* [PROBLEM REQUIREMENTS]
The expected output is each line from the one containing "Identify the location of PRISONS." to the last line of the data below, set down exactly, minus the pictures.

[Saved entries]
:::

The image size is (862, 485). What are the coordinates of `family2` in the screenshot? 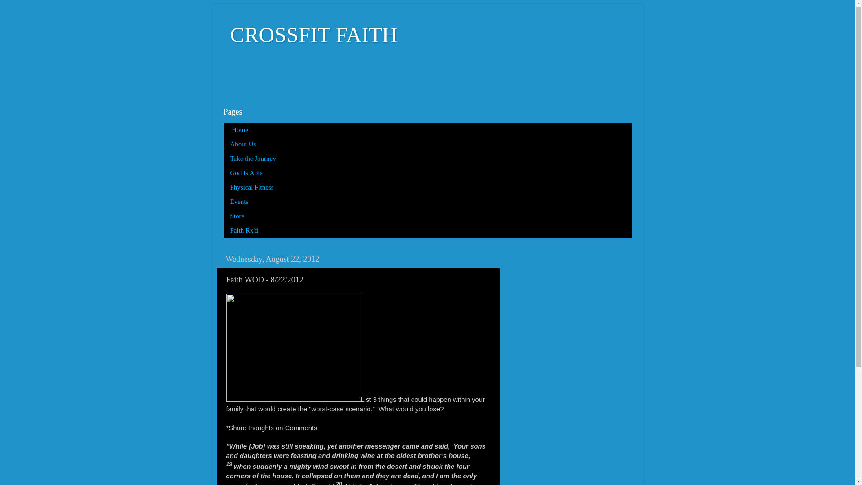 It's located at (294, 347).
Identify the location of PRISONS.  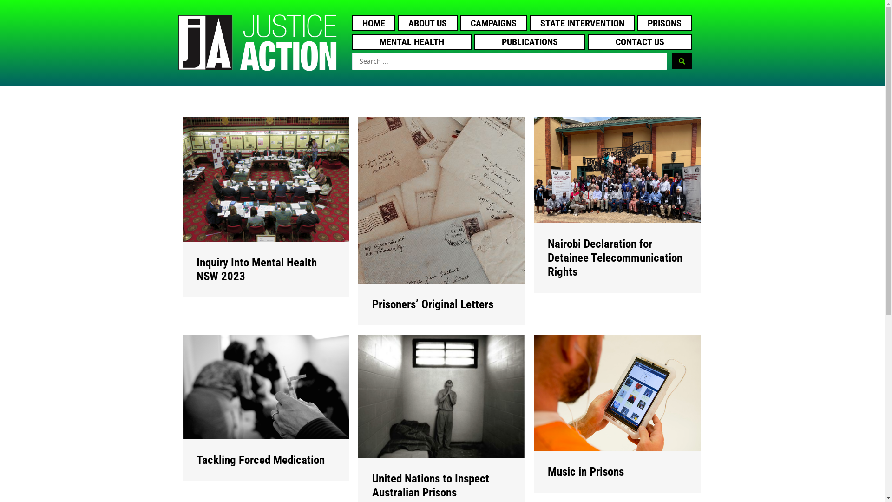
(665, 23).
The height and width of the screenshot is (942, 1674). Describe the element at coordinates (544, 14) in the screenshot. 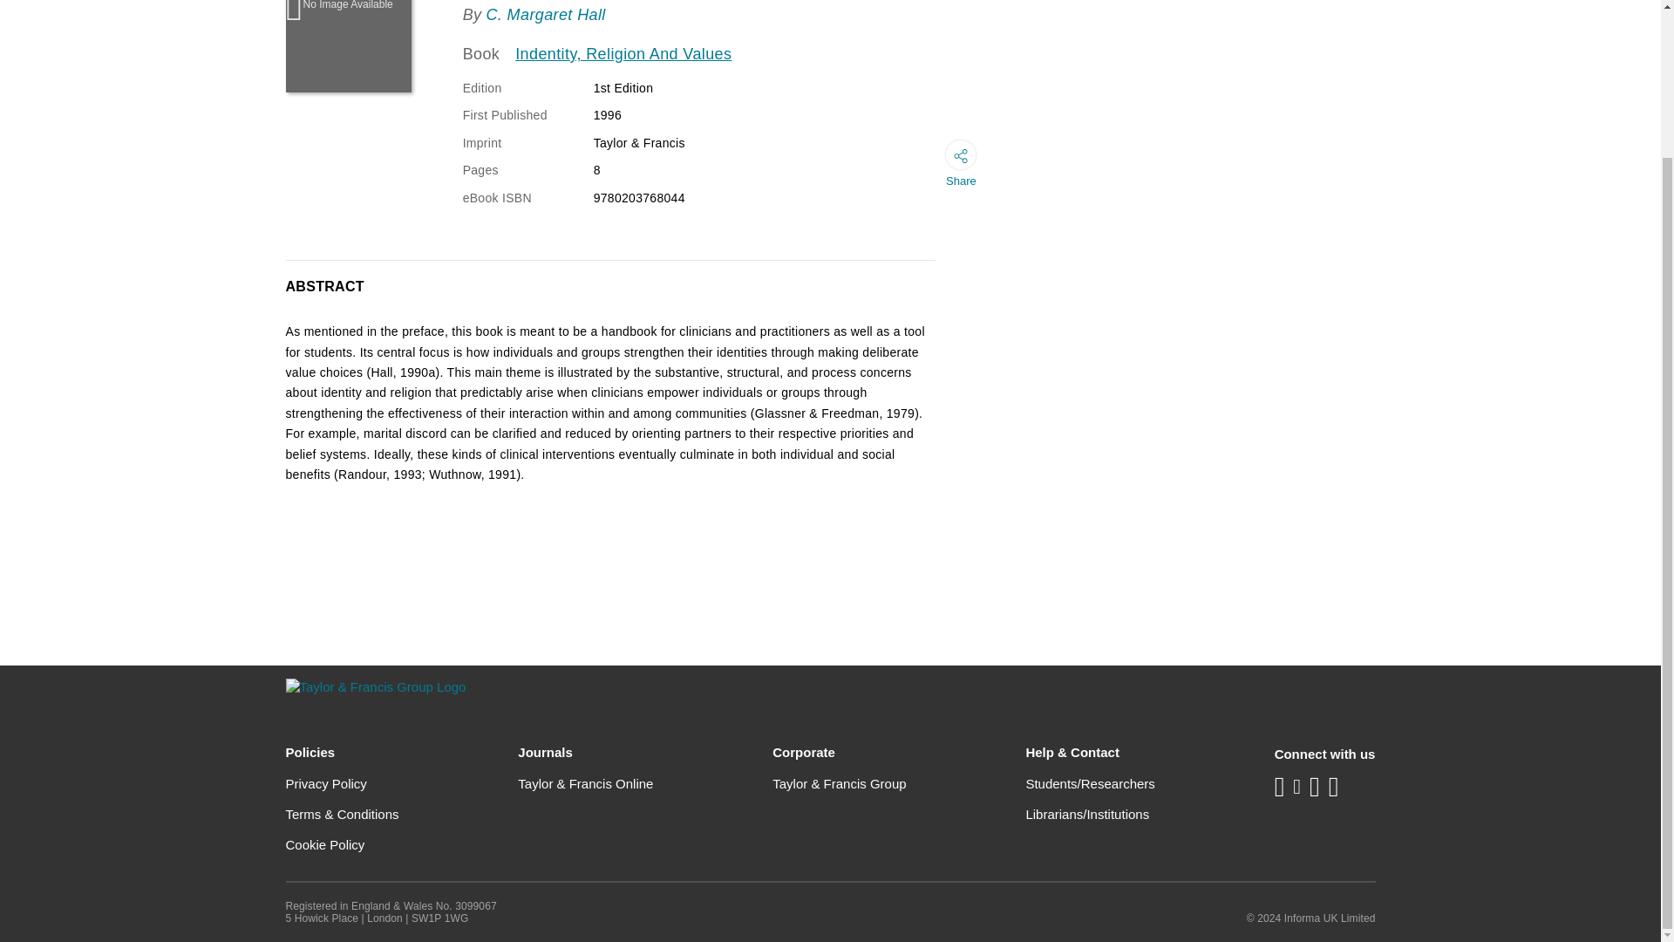

I see `C. Margaret Hall` at that location.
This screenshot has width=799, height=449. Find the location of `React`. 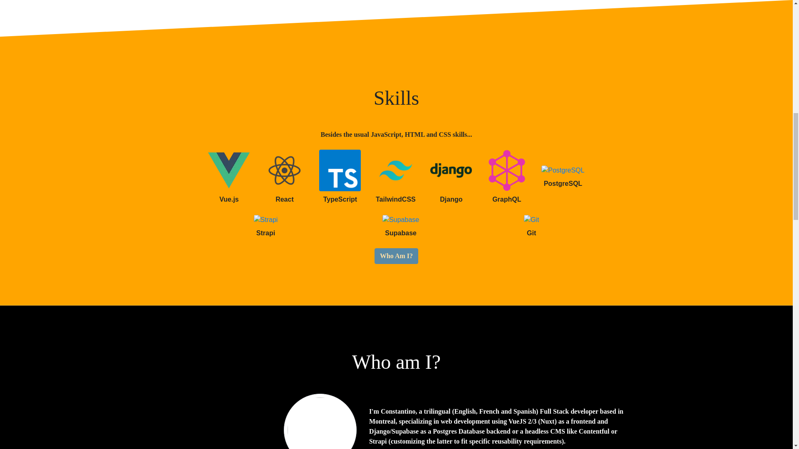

:::

* [WRITTEN SOLUTION]
Identify the location of PRISONS.  
(665, 23).
The height and width of the screenshot is (942, 1674). Describe the element at coordinates (544, 14) in the screenshot. 

I see `C. Margaret Hall` at that location.
This screenshot has width=799, height=449. Find the location of `React`. 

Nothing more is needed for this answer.